There are thousands of cases in which success causes failure. Sony, which clung to analog values such as the Walkman and missed the right moment to make the digital transition, is still having a hard time. IBM was in utter confusion in the 1980s as it did not participate in the PC trend. Toyota never stopped doubting its small successes, and its great triumph is the fruit of the philosophy that the enemy dwells within.
The boundaries of success and failure became vague as the business cycle shortens. Even Tom Peters, an expert in evolutionary theory, was put to shame because of this. In his 1982 book, “In Search of Excellence,” he made a careful selection of 43 supposedly excellent companies only to find two thirds of them had merged or gone bankrupt within five years. Fewer than half of the 50 enterprises listed in Fortune in 1996 didn’t last 10 years. Thirteen Korean corporations out of 30 dropped out in the same amount of time.

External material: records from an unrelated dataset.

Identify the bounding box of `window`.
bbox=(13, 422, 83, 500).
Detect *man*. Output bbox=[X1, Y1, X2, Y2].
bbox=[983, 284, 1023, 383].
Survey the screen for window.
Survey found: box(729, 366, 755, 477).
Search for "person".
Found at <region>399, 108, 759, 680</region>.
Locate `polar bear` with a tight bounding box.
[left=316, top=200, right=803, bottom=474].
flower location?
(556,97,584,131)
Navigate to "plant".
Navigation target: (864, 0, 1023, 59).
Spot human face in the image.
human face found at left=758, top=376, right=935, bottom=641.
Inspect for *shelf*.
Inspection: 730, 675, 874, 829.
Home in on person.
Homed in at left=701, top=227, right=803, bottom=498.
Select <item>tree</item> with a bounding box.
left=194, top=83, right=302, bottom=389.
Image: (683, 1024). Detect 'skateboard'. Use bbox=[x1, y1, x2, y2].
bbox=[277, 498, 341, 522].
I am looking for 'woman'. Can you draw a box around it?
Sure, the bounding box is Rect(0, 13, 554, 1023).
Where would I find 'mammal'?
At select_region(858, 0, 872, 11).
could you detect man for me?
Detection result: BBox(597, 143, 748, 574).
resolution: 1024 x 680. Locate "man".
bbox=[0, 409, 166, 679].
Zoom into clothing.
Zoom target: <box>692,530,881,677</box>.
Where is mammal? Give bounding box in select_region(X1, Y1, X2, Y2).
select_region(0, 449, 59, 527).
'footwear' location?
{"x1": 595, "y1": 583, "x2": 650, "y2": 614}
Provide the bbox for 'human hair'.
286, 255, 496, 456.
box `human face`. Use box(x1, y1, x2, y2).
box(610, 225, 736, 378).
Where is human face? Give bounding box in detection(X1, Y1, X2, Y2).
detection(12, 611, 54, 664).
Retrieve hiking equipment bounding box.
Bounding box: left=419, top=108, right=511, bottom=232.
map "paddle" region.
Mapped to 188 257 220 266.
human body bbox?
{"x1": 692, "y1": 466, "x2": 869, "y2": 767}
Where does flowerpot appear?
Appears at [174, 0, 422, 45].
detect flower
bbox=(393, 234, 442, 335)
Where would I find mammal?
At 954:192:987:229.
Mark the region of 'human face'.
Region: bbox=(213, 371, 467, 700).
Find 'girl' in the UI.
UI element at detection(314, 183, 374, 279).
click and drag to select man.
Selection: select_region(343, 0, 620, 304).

Samsung Heavy Industries, Engineering, and Techwin, the all-time “worst-three” among Samsung affiliates, are making progress in the stock market as they took a favorable turn in business. Meanwhile, other profiting major affiliates such as Samsung Electronics and SDI are holding back. There’s a saying that there is the former Samsung and the latter Samsung, which means that there is a huge gap between Samsung Electronics and other affiliates. The worst-three stood for the latter. The losers don’t have any time to waste. It may be accurate to say that only the desperate can survive. “The winners agonize while the losers tremble with fear,”a quote from Richard Parson’s “The Paradox of Innovation,” sounds more than appropriate. Anyway, Samsung Electronics had better let go of its sweet memories of success as soon as possible, just like Wal-Mart and GM did.

*The writer is a deputy business editor of the JoongAng Ilbo.